At first I didn't see how the problem underlying your actual application of using file buffers optimally matched your formulation. But as you mentioned in a comment, they are in fact two equivalent ways of describing the same problem, which amounts to generating a valid maximum-buffer-size-minimising sequence of operations, with each operation being one of "Load file $x$ to a free buffer slot", "Discard buffered file $y$ from its buffer slot" or "Process edge $(u, v)$" with $u$ and $v$ both being currently-buffered files:
- Order vertices (your sequence of larger-by-one sets is equivalent to a vertex ordering) so as to minimise the maximum number of "border" vertices, which correspond to files already loaded into the buffer and which cannot be discarded yet because they are still needed in the future. A sequence of operations can be generated from this vertex order as follows: After choosing a vertex to blacken, load it to a free slot and immediately process all edges it has to existing black vertices (which we know by induction to be still in the buffer) in some arbitrary order, and then (again in arbitrary order) discard from the buffer any of them that have no more white neighbours.
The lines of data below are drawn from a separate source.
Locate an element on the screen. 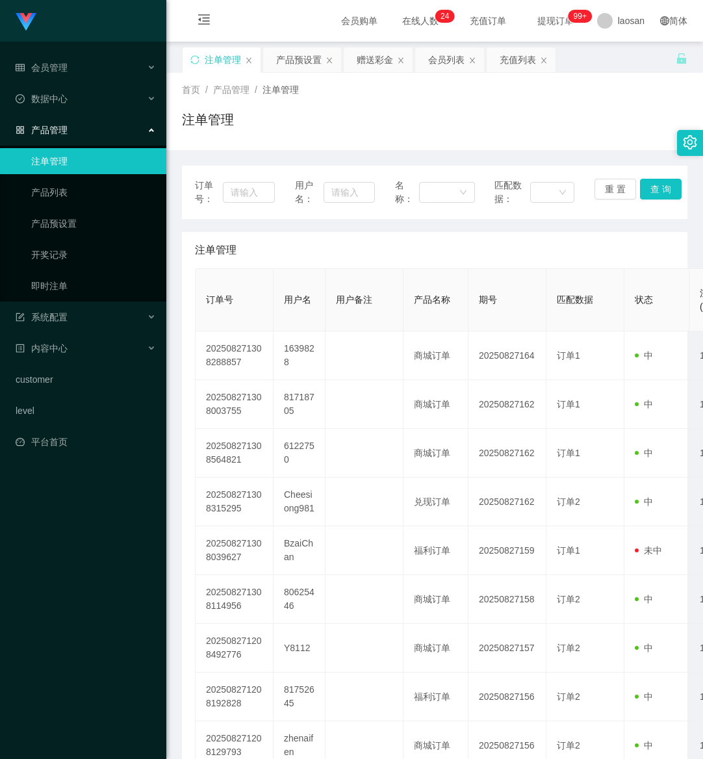 The image size is (703, 759). sup: 982 is located at coordinates (580, 16).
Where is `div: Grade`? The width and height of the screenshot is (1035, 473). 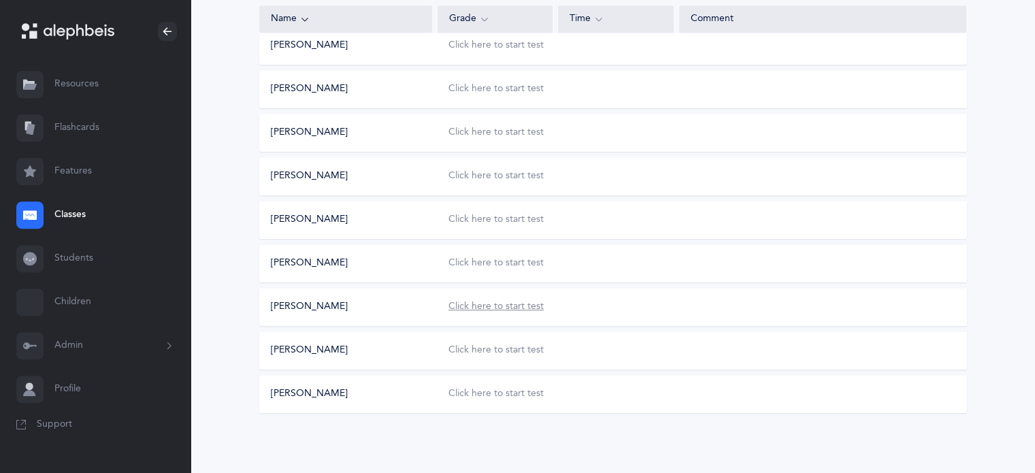 div: Grade is located at coordinates (496, 19).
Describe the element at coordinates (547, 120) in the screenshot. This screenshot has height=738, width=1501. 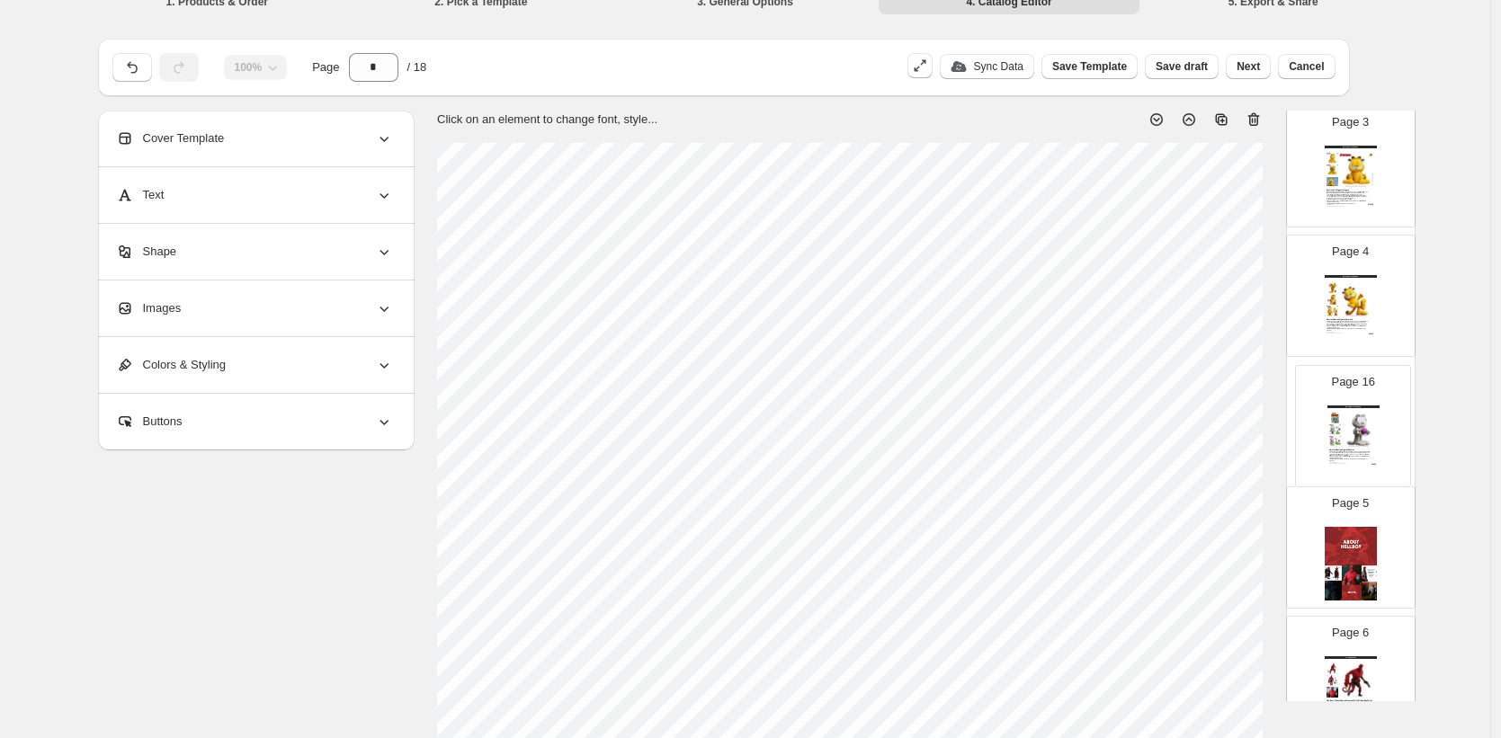
I see `p: Click on an element to change font, style...` at that location.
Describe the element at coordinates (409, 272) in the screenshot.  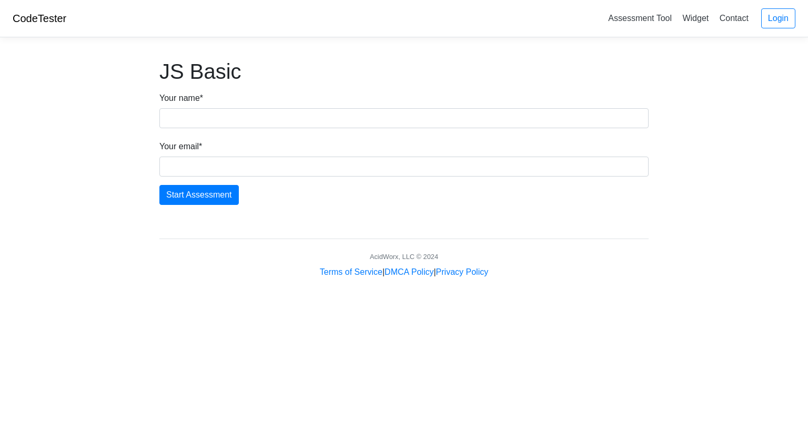
I see `a: DMCA Policy` at that location.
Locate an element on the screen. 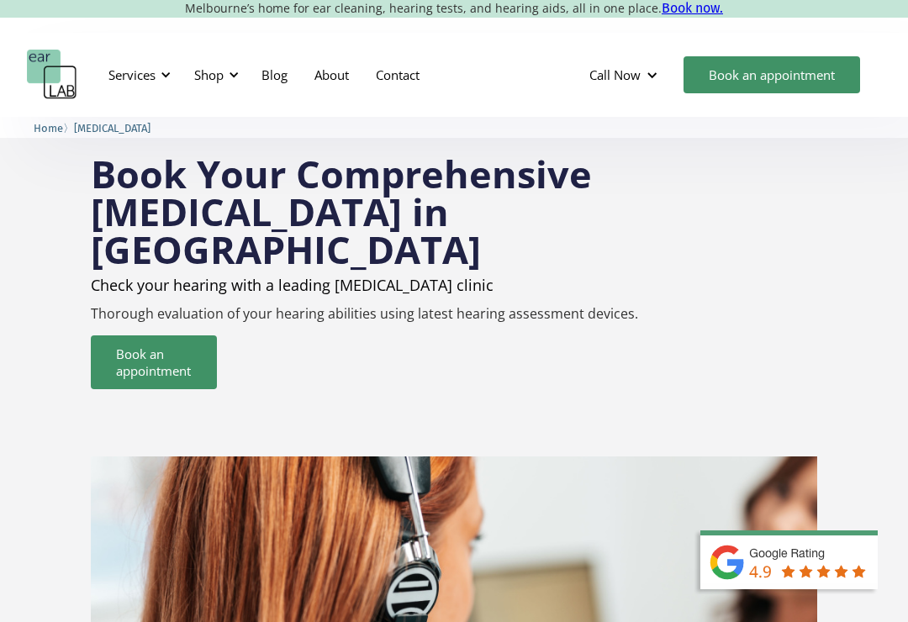 Image resolution: width=908 pixels, height=622 pixels. p: Thorough evaluation of your hearing abilities using latest hearing assessment devices. is located at coordinates (454, 313).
- Order edges so as to minimise the maximum number of "live" vertices, where a vertex becomes live the first time an edge it is incident on appears, and ceases to be live just after the last such edge. A sequence of operations can be generated from this edge order as follows: Load any vertices necessary for the current edge (in either order if neither is in the buffer yet), process the edge, discard from the buffer any vertex that is no longer live (again in arbitrary order).
I see now that your "border" is the same as my "live".
It's NP-hard
Fewest buffer slots needed to avoid reloading
If you want to know the smallest number of buffer slots required to process every file-pair (edge) without ever reloading a file (vertex), this problem is equivalent to the Vertex separation number problem, in which the goal is to choose, from all possible vertex orderings, an ordering that minimises the maximum number of "live" vertices, where a vertex is live at time $i$ iff it appeared before position $i$ in the sequence and has an edge to any vertex at position $\ge i$ in the sequence. Basically, a live vertex at some point in time is a file that has been loaded already but can't be discarded from the buffer yet because it is needed again in the future.
The vertex separation number is another name for the pathwidth of a graph, which is known to be NP-hard to compute. (And finding an actual solution -- a sequence of loads that meets this bound -- is at least as hard as this, of course.) No one knows how to solve an NP-hard problem exactly in subexponential time w.r.t. its size, so any algorithm to solve this problem will be likely be very slow for $n > 20$ vertices or so. The only bright side here is that you don't have to feel bad about using a brute-force solution, like trying all possible vertex orderings. Some tricks may give good speedups in practice, like branch and bound (noticing when your sequence of vertices so far is already worse than a complete solution found earlier, and halting recursion early).
Fewest loads needed for given buffer size
If you have a fixed number $b$ of buffer slots and want to know the smallest number of loads that would be needed using that many slots, this problem is at least as hard as the former one: Any algorithm that answers this question can easily be changed to answer the former one, by binary-searching on $b$ until you find that the answer is equal to the number of vertices (files), $n$. (Again, finding a sequence of loads meeting this bound is at least as hard as this.)
Heuristics
The above explains why you can't expect to solve large instances of this problem quickly and optimally. If you don't care too much about optimality, many heuristics are possible.
Probably the simplest, and what I would try first, is just trying many different random orders, measuring each, and returning the best. Alternatively, start from a random order and look for local improvements, like swapping each pair of vertices, and greedily take the new solution if it is better. When no better solution can be found, restart with a fresh random order. Repeat this as many times as you feel like.
Alternatively you could repeatedly choose a vertex of minimum degree, and process all edges incident on it that have not already been processed. A minimum-degree vertex can be chosen in constant amortised time, and this approach bounds the number of loads by $kn$, where $k$ is the degeneracy of the input graph -- a number that is likely to be low on sparse graphs. Often there are multiple elimination orderings, which may require different numbers of reloads, so this basic strategy could probably be improved quite a bit by tracking which vertices currently have all their neighbours already in the buffer, immediately processing all edges incident on them, and then discarding them.